Biomathematicus

Science, Technology, Engineering, Art, Mathematics

  • (PI Borràs, PI of subaward Gutiérrez) DISCOVER-LIT. Sub-award from contract TSI-070300-2008- 67, funded by the Spanish Ministry of Industry. This project intended to create an information system based on the Literatronica engine to allow visitors in the City of Barcelona to get lost in the discovery of the city. 2008-2009, $100K sub-award out of a $300K research contract.
  • Contravía (Counterway) (PI Gutiérrez). Award # IDCT-410/1998 by the Instituto Distrital de Cultura y Turismo de Bogotá (Institute of Culture and Tourism of the City of Bogota) to develop the Literatronica system. 1998-1999, $12K
  • Condiciones Extremas (Extreme Conditions) (PI Gutiérrez). Award # IDCT-514/1997 by the Instituto Distrital de Cultura y Turismo de Bogotá (Institute of Culture and Tourism of the City of Bogota) to write the experimental electronic novel Condiciones Extremas. 1997-1998, $30K.
  • El Primer Vuelo de los Hermanos Wright (The First Flight of the Wright Brothers) (PI Gutiérrez). Award # COLCULTURA-SECAB 014/1996 by the Instituto Colombiano de Cultura – Colcultura, now the Ministry of Culture (Colombian Institute of Culture, now the Ministry of Culture) to write the experimental electronic novel El Primer Vuelo de los Hermanos Wright. 1996-1998, $8K

I have worked on recently on the following areas:

COVID-19 Modeling: I entered into an agreement with the City of San Antonio and the South Texas Regional Advisory Council (STRAC) to model COVID-19 cases during the first year of the pandemic. The model was accurate. It had substantial media coverage.
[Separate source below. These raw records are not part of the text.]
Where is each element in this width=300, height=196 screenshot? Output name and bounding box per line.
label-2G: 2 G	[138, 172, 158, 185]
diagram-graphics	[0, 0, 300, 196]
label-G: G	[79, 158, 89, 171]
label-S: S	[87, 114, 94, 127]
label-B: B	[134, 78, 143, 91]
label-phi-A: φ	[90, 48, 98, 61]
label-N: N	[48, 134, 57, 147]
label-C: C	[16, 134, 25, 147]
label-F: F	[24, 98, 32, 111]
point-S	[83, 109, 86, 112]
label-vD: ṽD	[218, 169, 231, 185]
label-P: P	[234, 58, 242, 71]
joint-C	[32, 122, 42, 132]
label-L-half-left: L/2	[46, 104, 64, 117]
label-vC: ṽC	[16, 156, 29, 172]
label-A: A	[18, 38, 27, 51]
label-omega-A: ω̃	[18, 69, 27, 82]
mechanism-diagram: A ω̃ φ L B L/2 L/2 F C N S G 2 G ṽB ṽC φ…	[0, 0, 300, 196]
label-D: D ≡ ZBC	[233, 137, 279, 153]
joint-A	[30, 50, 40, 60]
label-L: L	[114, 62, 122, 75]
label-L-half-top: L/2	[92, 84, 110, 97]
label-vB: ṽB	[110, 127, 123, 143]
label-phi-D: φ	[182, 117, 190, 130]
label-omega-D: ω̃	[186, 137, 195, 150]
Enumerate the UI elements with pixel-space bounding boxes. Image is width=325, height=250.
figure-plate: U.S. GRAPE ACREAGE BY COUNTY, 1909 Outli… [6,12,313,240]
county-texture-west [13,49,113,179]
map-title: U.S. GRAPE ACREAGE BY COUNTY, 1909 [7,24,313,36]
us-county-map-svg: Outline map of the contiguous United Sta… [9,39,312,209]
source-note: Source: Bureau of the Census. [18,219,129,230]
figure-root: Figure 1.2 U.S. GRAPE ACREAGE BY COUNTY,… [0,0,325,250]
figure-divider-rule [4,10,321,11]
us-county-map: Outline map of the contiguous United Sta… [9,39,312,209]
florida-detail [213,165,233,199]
Machine learning: We use machine learning on a regular basis, but we are also developing new algorithms that improve the performance of artificial neural networks as compared to the state of the art. Also, I have been involved in applications of machine learning to analysis of cardiac signals, text summarization, and student success at the university level.

Data harmonization: We are able to represent heterogeneous and complex data sets of arbitrary size with a reduced set of data primitives (well-defined mathematical objects that are the building blocks to represent reality). Our analysis pipelines only consume data primitives, and only produce data primitives. The ultimate goal is to design and implement an agent capable of automated knowledge discovery.

Adaptive learning: The training of interdisciplinary scientists poses tremendous challenges. This is particularly true when teams are composed of people with heterogeneous backgrounds. We have developed technology that minimizes the cognitive overhead to train individuals, and to integrate teams into a research project.

Multi-scale analysis of infectious disease: We study mechanisms that connect multiple scales, from milliseconds through evolutionary time, and from quantum interactions through continental dynamics of infection. This endeavor requires advances in multiple areas, as described below. We have been able to produce advances in every single aspect, and we are capable of integration of all these dimensions.

Epidemiology of asymptomatic carriers: We study the effect of asymptomatic hosts in the dynamics of malaria transmission. The results can be extrapolated to other diseases.

Dispersal of vectors: We study methods to model the dispersal of mosquitoes in a heterogeneous landscape dominated by species distribution, climate, and vegetation cover.

Physiology: We are able to identify when a host is infected before the onset of symptoms occurs. We accomplish this via high-frequency measures of accelerometers, blood pressure, ECG, and temperature.

Cellular models of immune interaction: We are using flow-cytometry data and cytokine information during a malaria infection to model cellular-level interactions between the adaptive and innate immune system, and healthy and infected red blood cells.

Multi-omic integration: We are able to analyze transcriptomic data, and integrate it with proteomics, metabolomics, immunomics, and other -omic technologies. Using this type of integration we have been able to determine factors that confer resilience against an infection.

Computational Drug Design: Given a gene regulatory network (that we can reconstruct from a time series of transcriptomic data), we can identify the most sensitive elements of the network, and target them with molecular docking studies against databases of drug-like molecules.